Connectivity was the number one operational complaint across our fleet. Vessels had unreliable cell-only connections or no internet access at all. Crews carried personal phones with cell service but couldn't access a single business system from the vessel. Shore-side offices in locations like Puerto Rico relied on wireless ISPs with zero backup. When the connection dropped, the operation went dark.
If you're a maritime IT leader evaluating Starlink, here's what I learned deploying 41 units across vessels and offices, replacing VSAT entirely, and building an enterprise-grade failover architecture on the water.
Start with a Proof of Concept, Not a Rollout
We didn't go fleet-wide on day one. I ran a proof of concept at our California offices first. This was intentional. Testing on a shore-side facility let us evaluate Starlink's performance, reliability, and integration characteristics without the added complexity of a moving vessel.
The POC confirmed what we needed to know: the service was viable for our use case. But it also revealed integration details that would have been painful to discover mid-rollout. The lesson: never skip the POC, even when the technology looks like an obvious win.
Enterprise-Grade Means Failover
Starlink alone isn't an enterprise solution. It's a connectivity source. The enterprise part is what you build around it.
I spec'd and selected Cradlepoint routers and modems for active/active smart WAN failover. Not active/passive where one connection sits idle until the primary fails. Active/active, where both connections carry traffic simultaneously and either can absorb the full load if the other drops. On a vessel, where connectivity conditions change constantly, active/active is the difference between a blip and an outage.
The architecture: Starlink as the primary high-bandwidth link, cellular as the failover and secondary path. Smart WAN policies route traffic based on application priority, available bandwidth, and link health. Business-critical applications get routed to the most reliable path. Guest WiFi fills in around it.
Negotiate Before You Scale
When you're deploying 41 units across a fleet, you're not a retail customer anymore. I negotiated a $500 per-unit cost reduction on the Cradlepoint hardware before we scaled. On 41 units, that's meaningful savings. The vendor relationship matters here. If you're buying at volume, talk pricing before you order, not after.
Deploy It Yourself (At Least Some of It)
I performed many of the installations personally and oversaw the remaining deployments across my team. There's a reason for that. When the person designing the architecture is also the one installing it on the first vessels, you catch problems that drawings miss. Mounting positions that look good on paper but don't account for cable runs. Antenna placements that are technically correct but operationally impractical. The gap between design and reality closes fastest when you close it yourself.
The Results
Vessels went from no usable connectivity to near-complete coverage on the water. For the first time, we could run domain-joined business applications, provide guest WiFi, and enable operational monitoring systems from the vessel. VSAT was phased out entirely. The systems that used to require satellite uplinks at a fraction of the performance were replaced by Starlink at better speeds, better reliability, and lower ongoing cost.
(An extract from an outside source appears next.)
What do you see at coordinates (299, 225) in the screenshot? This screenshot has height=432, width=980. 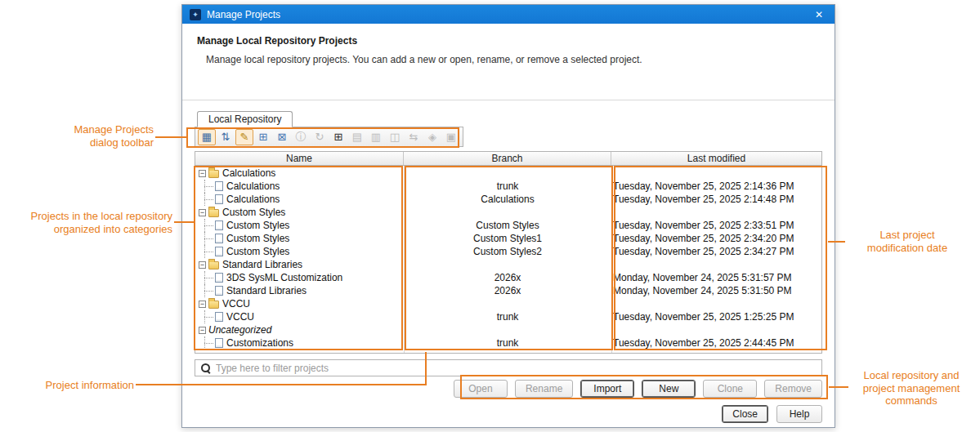 I see `name-cell: Custom Styles` at bounding box center [299, 225].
Shore-side offices with unreliable connectivity got the same treatment. The same Starlink plus Cradlepoint architecture, the same failover design, the same result: reliable connectivity where it didn't exist before.
What I'd Tell Another Maritime IT Leader
Don't treat Starlink as a plug-and-play solution. It's a connectivity source that needs enterprise-grade routing, failover, and policy management wrapped around it. The dish is the easy part.
Plan for the vessel environment. Moving platforms, vibration, salt air, limited physical access for maintenance. Your hardware selection and mounting approach need to account for all of it.
Active/active beats active/passive on the water. Connectivity conditions change constantly when you're moving. A failover architecture that requires detecting failure before switching is too slow. Active/active eliminates that gap.
Do the POC. Even if you're confident. Even if the use case seems obvious. The details you catch in a controlled test save you weeks of troubleshooting at scale.
Negotiate at volume. If you're deploying more than 10 units, you have leverage. Use it.
Maritime connectivity has been the hardest problem in fleet IT for years. Starlink changed what's possible. But the technology is only as good as the architecture you build around it and the team that executes the deployment.